Software Engineering


Book Description

This text teaches students basic software engineering skills and helps practitioners refresh their knowledge and explore recent developments in the field, including software changes and iterative processes of software development. The book discusses the software change and its phases, including concept location, impact analysis, refactoring, actualization, and verification. It then covers the most common iterative processes: agile, directed, and centralized processes. The text also journeys through the initial development of software from scratch to the final stages that lead toward software closedown.

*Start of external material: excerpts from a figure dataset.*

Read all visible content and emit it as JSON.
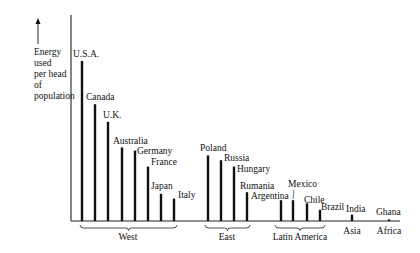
{
  "chart_data": {
    "type": "bar",
    "title": "",
    "xlabel": "",
    "ylabel": "Energy used per head of population",
    "ylabel_lines": [
      "Energy",
      "used",
      "per head",
      "of",
      "population"
    ],
    "y_axis_arrow": true,
    "y_units": "relative (U.S.A. = 100, no numeric ticks shown)",
    "ylim": [
      0,
      100
    ],
    "grid": false,
    "categories": [
      "U.S.A.",
      "Canada",
      "U.K.",
      "Australia",
      "Germany",
      "France",
      "Japan",
      "Italy",
      "Poland",
      "Russia",
      "Hungary",
      "Rumania",
      "Argentina",
      "Mexico",
      "Chile",
      "Brazil",
      "India",
      "Ghana"
    ],
    "values": [
      100,
      73,
      62,
      46,
      44,
      34,
      17,
      14,
      41,
      38,
      34,
      18,
      13,
      13,
      11,
      7,
      4,
      1
    ],
    "groups": [
      {
        "name": "West",
        "members": [
          "U.S.A.",
          "Canada",
          "U.K.",
          "Australia",
          "Germany",
          "France",
          "Japan",
          "Italy"
        ]
      },
      {
        "name": "East",
        "members": [
          "Poland",
          "Russia",
          "Hungary",
          "Rumania"
        ]
      },
      {
        "name": "Latin America",
        "members": [
          "Argentina",
          "Mexico",
          "Chile",
          "Brazil"
        ]
      },
      {
        "name": "Asia",
        "members": [
          "India"
        ]
      },
      {
        "name": "Africa",
        "members": [
          "Ghana"
        ]
      }
    ],
    "bars": [
      {
        "label": "U.S.A.",
        "x": 82,
        "value": 100,
        "lx": 73,
        "ly": 57
      },
      {
        "label": "Canada",
        "x": 95,
        "value": 73,
        "lx": 86,
        "ly": 100
      },
      {
        "label": "U.K.",
        "x": 108,
        "value": 62,
        "lx": 103,
        "ly": 118
      },
      {
        "label": "Australia",
        "x": 122,
        "value": 46,
        "lx": 113,
        "ly": 144
      },
      {
        "label": "Germany",
        "x": 135,
        "value": 44,
        "lx": 137,
        "ly": 154
      },
      {
        "label": "France",
        "x": 148,
        "value": 34,
        "lx": 151,
        "ly": 165
      },
      {
        "label": "Japan",
        "x": 161,
        "value": 17,
        "lx": 151,
        "ly": 189
      },
      {
        "label": "Italy",
        "x": 174,
        "value": 14,
        "lx": 178,
        "ly": 198
      },
      {
        "label": "Poland",
        "x": 208,
        "value": 41,
        "lx": 200,
        "ly": 151
      },
      {
        "label": "Russia",
        "x": 221,
        "value": 38,
        "lx": 224,
        "ly": 161
      },
      {
        "label": "Hungary",
        "x": 234,
        "value": 34,
        "lx": 237,
        "ly": 172
      },
      {
        "label": "Rumania",
        "x": 247,
        "value": 18,
        "lx": 240,
        "ly": 189
      },
      {
        "label": "Argentina",
        "x": 281,
        "value": 13,
        "lx": 251,
        "ly": 199
      },
      {
        "label": "Mexico",
        "x": 293,
        "value": 13,
        "lx": 288,
        "ly": 187
      },
      {
        "label": "Chile",
        "x": 307,
        "value": 11,
        "lx": 304,
        "ly": 203
      },
      {
        "label": "Brazil",
        "x": 320,
        "value": 7,
        "lx": 321,
        "ly": 210
      },
      {
        "label": "India",
        "x": 352,
        "value": 4,
        "lx": 346,
        "ly": 212
      },
      {
        "label": "Ghana",
        "x": 389,
        "value": 1,
        "lx": 376,
        "ly": 215
      }
    ],
    "group_labels": [
      {
        "name": "West",
        "x1": 80,
        "x2": 177,
        "lx": 128
      },
      {
        "name": "East",
        "x1": 205,
        "x2": 250,
        "lx": 227
      },
      {
        "name": "Latin America",
        "x1": 275,
        "x2": 325,
        "lx": 300
      },
      {
        "name": "Asia",
        "x1": 352,
        "x2": 352,
        "lx": 352,
        "no_brace": true
      },
      {
        "name": "Africa",
        "x1": 389,
        "x2": 389,
        "lx": 389,
        "no_brace": true
      }
    ],
    "layout": {
      "axis_x": 71,
      "axis_top": 15,
      "baseline_y": 221,
      "baseline_end_x": 400,
      "full_height_px": 160
    }
  }
}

Software Architecture in Practice


Book Description

This is the eagerly-anticipated revision to one of the seminal books in the field of software architecture which clearly defines and explains the topic.




Building Software Teams


Book Description

Why does poor software quality continue to plague enterprises of all sizes in all industries? Part of the problem lies with the process, rather than individual developers. This practical guide provides ten best practices to help team leaders create an effective working environment through key adjustments to their process. As a follow-up to their popular book, Building Maintainable Software, consultants with the Software Improvement Group (SIG) offer critical lessons based on their assessment of development processes used by hundreds of software teams. Each practice includes examples of goalsetting to help you choose the right metrics for your team. Achieve development goals by determining meaningful metrics with the Goal-Question-Metric approach Translate those goals to a verifiable Definition of Done Manage code versions for consistent and predictable modification Control separate environments for each stage in the development pipeline Automate tests as much as possible and steer their guidelines and expectations Let the Continuous Integration server do much of the hard work for you Automate the process of pushing code through the pipeline Define development process standards to improve consistency and simplicity Manage dependencies on third party code to keep your software consistent and up to date Document only the most necessary and current knowledge




Ship it!


Book Description

Ship It! is a collection of tips that show the tools andtechniques a successful project team has to use, and how to use themwell. You'll get quick, easy-to-follow advice on modernpractices: which to use, and when they should be applied. This bookavoids current fashion trends and marketing hype; instead, readersfind page after page of solid advice, all tried and tested in thereal world. Aimed at beginning to intermediate programmers, Ship It! will show you: Which tools help, and which don't How to keep a project moving Approaches to scheduling that work How to build developers as well as product What's normal on a project, and what's not How to manage managers, end-users and sponsors Danger signs and how to fix them Few of the ideas presented here are controversial or extreme; most experiencedprogrammers will agree that this stuff works. Yet 50 to 70 percent of allproject teams in the U.S. aren't able to use even these simple, well-acceptedpractices effectively. This book will help you get started. Ship It! begins by introducing the common technicalinfrastructure that every project needs to get the job done. Readerscan choose from a variety of recommended technologies according totheir skills and budgets. The next sections outline the necessarysteps to get software out the door reliably, using well-accepted,easy-to-adopt, best-of-breed practices that really work. Finally, and most importantly, Ship It! presents commonproblems that teams face, then offers real-world advice on how tosolve them.